X-Hook0-SignatureSignature for verifying the request. See Verify signatures.
Verify signatures against the raw request body bytes exactly as received. Parsing JSON before verification will break signature validation.
Example request
POST /webhook HTTP/1.1
Content-Type: application/json
X-Event-Id: 3a7f8b2e-1c4d-4e9a-b5f6-d8a2c0e7f194
X-Event-Type: customers.capability.changed
X-Hook0-Signature: t=1728394718,v0=9f8e7d6c5b4a...,h=content-type x-event-id x-event-type,v1=a1b2c3d4e5f6...

{ ... event payload JSON ... }

customers.capability.changed

Emitted when the status of one or more capabilities changes. Each change is a distinct entry in the capabilities array.
{
  "customerId": "customer_38d54acb-0868-431c-a88e-1ffcb62655eb",
  "capabilities": [
    { "code": "custodyFiat", "status": "active" },
    { "code": "transferFiat", "status": "active" }
  ]
}

customers.customer.deleted

Emitted when the customer record is deleted. This transition is terminal.
{
  "customerId": "customer_38d54acb-0868-431c-a88e-1ffcb62655eb"
}

Best practices

To ensure reliable webhook delivery:
  • Test endpoints locally before enabling subscriptions in production.
  • Handle concurrent requests. Ensure your target URL can process multiple events simultaneously.
  • Process events asynchronously.
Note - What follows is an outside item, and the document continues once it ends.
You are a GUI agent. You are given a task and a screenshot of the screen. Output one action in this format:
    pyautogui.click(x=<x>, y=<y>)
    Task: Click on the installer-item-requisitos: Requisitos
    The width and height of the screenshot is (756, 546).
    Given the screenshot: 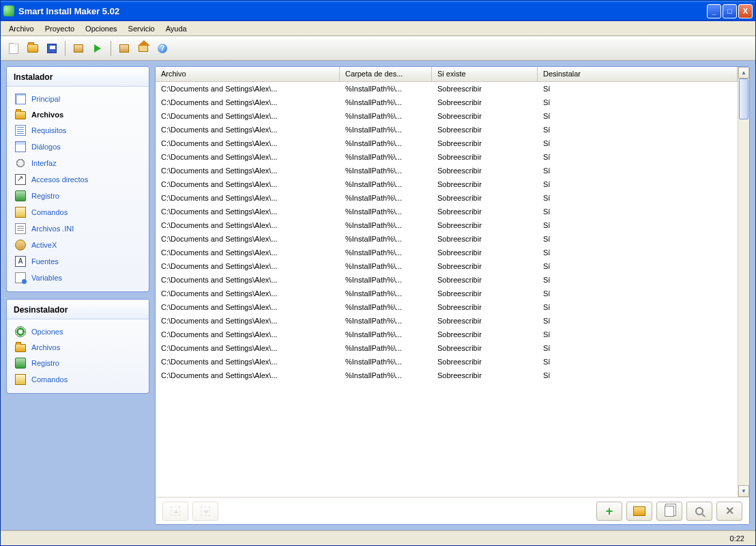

Return a 200 response quickly and process the event in the background.
  • Use X-Event-Id for idempotency. The same event may be delivered more than once.
  • Monitor webhook receiver health. Track delivery success rates to your target URL.
  • Set up subscription monitoring. Use a scheduled job (for example, cron or a systemd timer) to periodically call the List Subscriptions API and verify critical subscriptions have isEnabled: true.
Subscriptions may be automatically disabled if your endpoint experiences sustained delivery failures (e.g., high failure rates, endpoint unavailability, or throughput issues). If this happens, fix the underlying endpoint issue and use the Update Subscription API to re-enable.